I've said that the new rotation will not be harder than filling in with ID and adapting your rotation with True Strike.
I don't think it will be easier either. It's just a different type of challenge.
I've also used the ID rotation extensively and situationally.
That's the thing though, it's only situational because of the TP inefficiency while also not having too many disconnects. Those usually don't go together.
So the new rotation is going to remove a situational difficulty while also raising the base complexity of the class which results in a net increase of challenge overall.
ID always felt like an artificial increase anyway. I've never felt it had any place in our rotation.
I use it because it's better.
It was something you add in every time you had to refresh your dot to maximize damage during the duration of your buffs, stretching out their time for maximum benefit.
Basically the rotation changed dynamically every time simply by using an extra ability.
That's it. That's the mathematical maximum potential of the class. How is this rocket science?
The fact that you can't use this on many encounters and only on one phase of the most important encounter (Twintania) means that it really didn't add to the overall complexity of the class.
Also, once you've got a good internal timer by properly monitoring of your dots then it actually ends up not being that dynamic because it's fairly predictable well in advance.

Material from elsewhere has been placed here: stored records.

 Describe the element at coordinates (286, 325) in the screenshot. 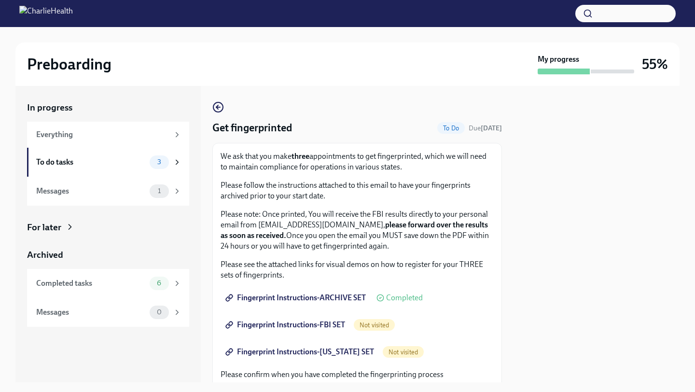

I see `span: Fingerprint Instructions-FBI SET` at that location.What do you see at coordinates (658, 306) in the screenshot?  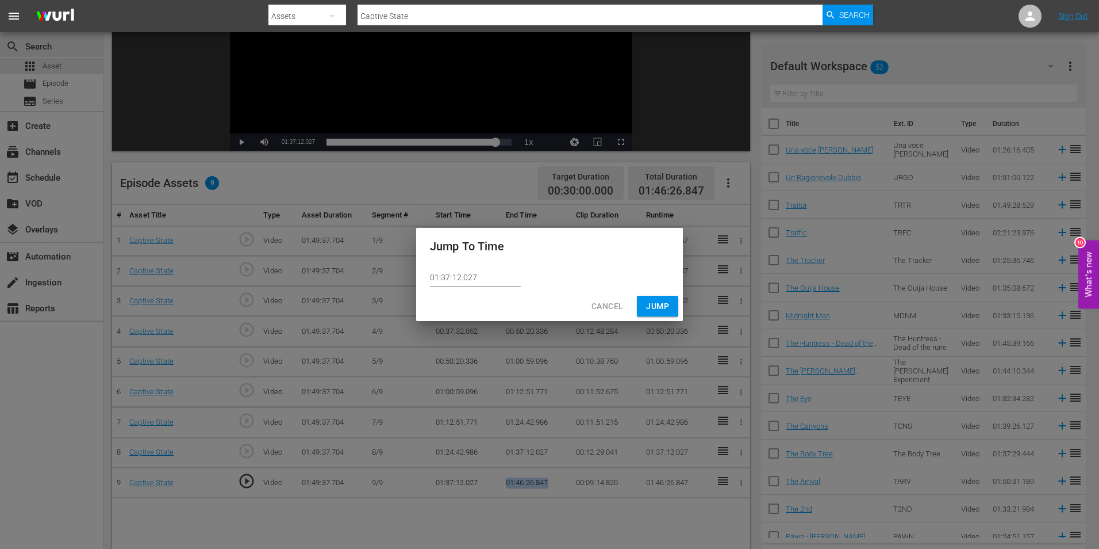 I see `span: Jump` at bounding box center [658, 306].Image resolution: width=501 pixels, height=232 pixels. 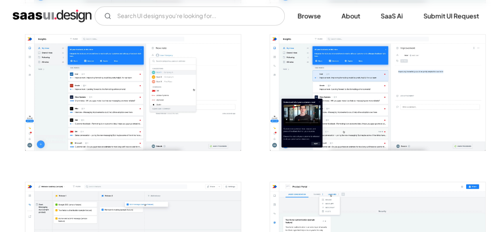 What do you see at coordinates (190, 16) in the screenshot?
I see `input: Search UI designs you're looking for...` at bounding box center [190, 16].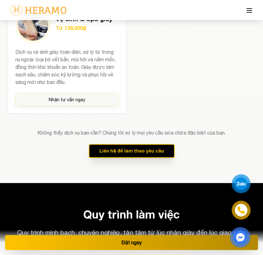  I want to click on img: Vệ sinh & Spa giày, so click(33, 25).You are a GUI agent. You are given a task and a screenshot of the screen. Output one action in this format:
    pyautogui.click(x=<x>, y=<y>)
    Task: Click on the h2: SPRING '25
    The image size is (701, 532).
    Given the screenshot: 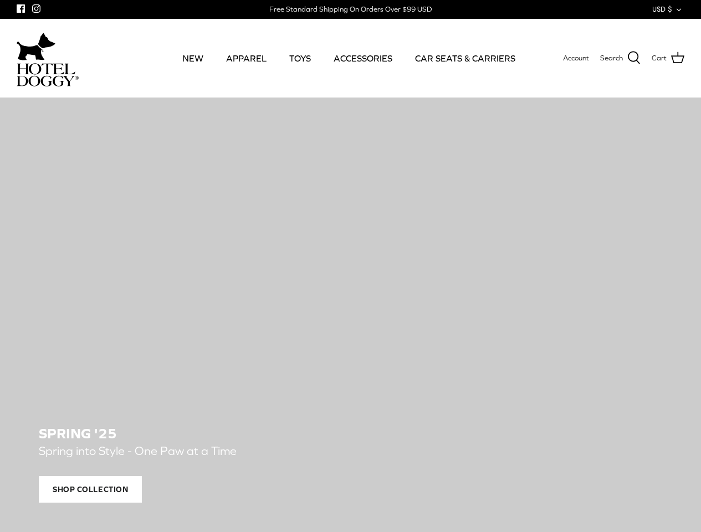 What is the action you would take?
    pyautogui.click(x=350, y=433)
    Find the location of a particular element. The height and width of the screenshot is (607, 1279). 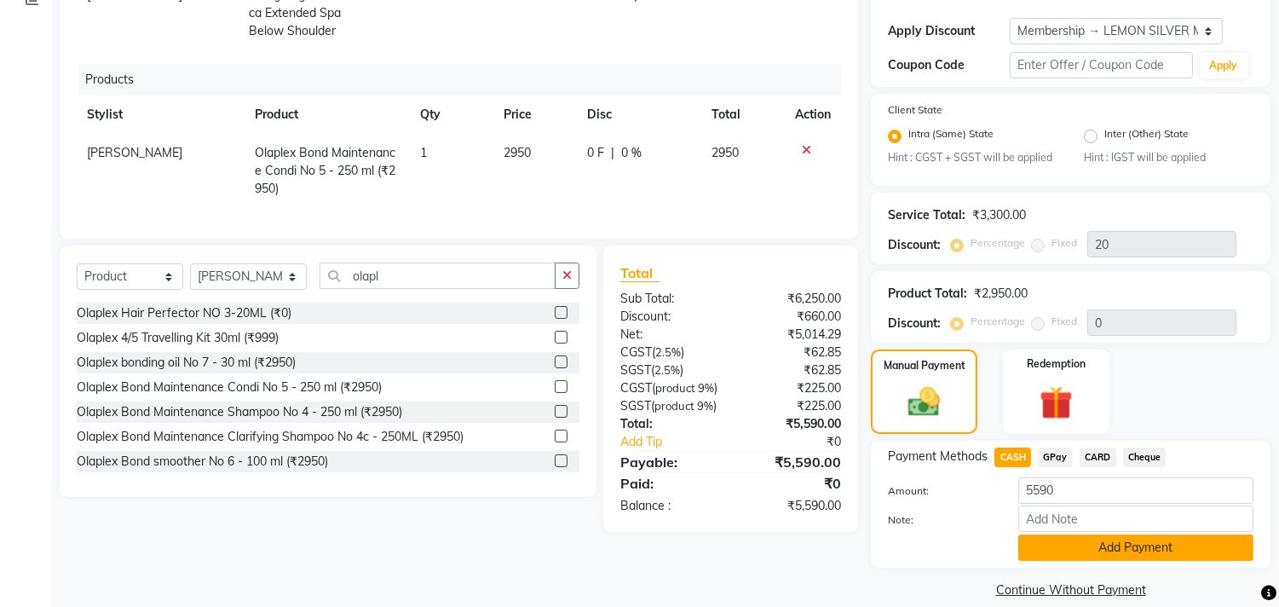

div: Sub Total: is located at coordinates (669, 298).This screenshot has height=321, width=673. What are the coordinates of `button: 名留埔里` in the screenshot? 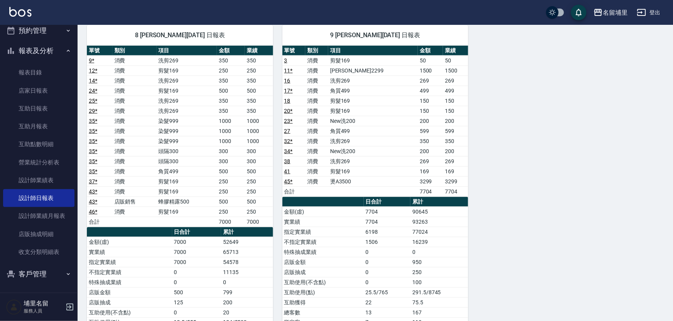 It's located at (611, 12).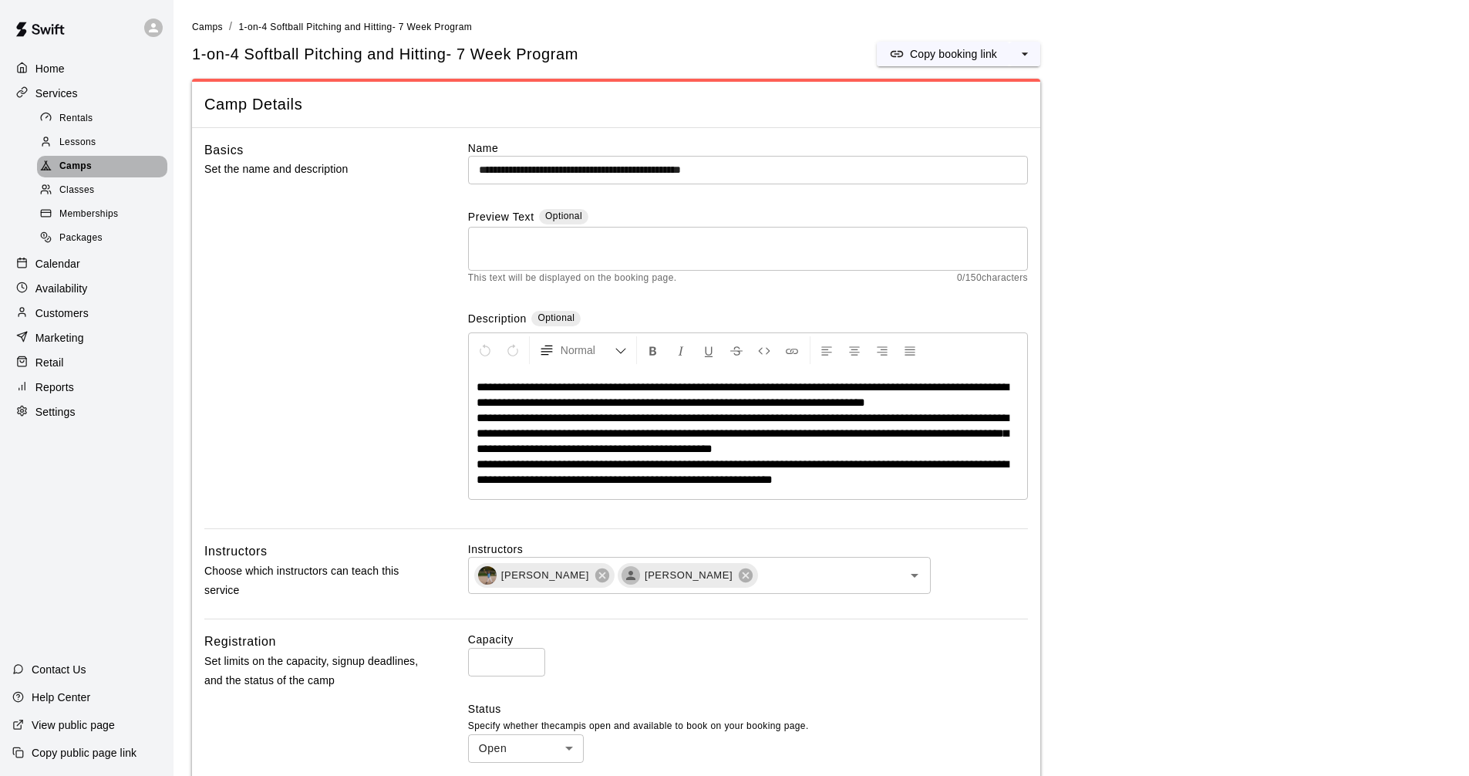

The new movement requirement on Demolish isn't going to be that hard.
However, it's about the same in terms of how it changes the rotation.
You will have to get that position every third cycle. Which means it will be in a different set of moves every time (BS/TS, DK/ TrS).
This isn't rocket science either, but it changes your rotation in a similarly predictable yet asymmetrical pattern. And it does it all the time.
Not to mention True Strike's position bonus is now much more important.
I agree that it will still be a little easier than including ID and taking out TS but now you have to put that effort in every fight and every phase, rather than on certain bosses during certain phases.
I think the only reason ID felt like a more complex rotation was that it was the closest thing we have to something like an "advanced build".
Now that everyone will use the same rotation and the maximum potential of the class is actually in the base rotation, you don't get to feel like you are going above and beyond.
That kind of sentiment is not an objective comparison of the challenge of pre 2.1 and post 2.1 rotations overall (for non-"lazy" monks). Also, I think this way suits monks as a steady sustained damage dealer.
I will admit though that challenge can be subjective. You can't really fall back on that when you're talking like an elitest though.
Flank only monks are going to have a hard time adjusting.
People who maximize the monks skills will still have an net increase in overall effort.
However, that is a base guideline and it can vary person to person.
See? You can include subjectivity without calling anyone lazy/new if they don't think like you.
Because it's not subjective if there's a clear hierarchy.
NOTE: None of that justifies the amount of reward we get for all of this though. As I said before, we'll be OP as hell. I don't think the challenge equates to being so superior to the other classes.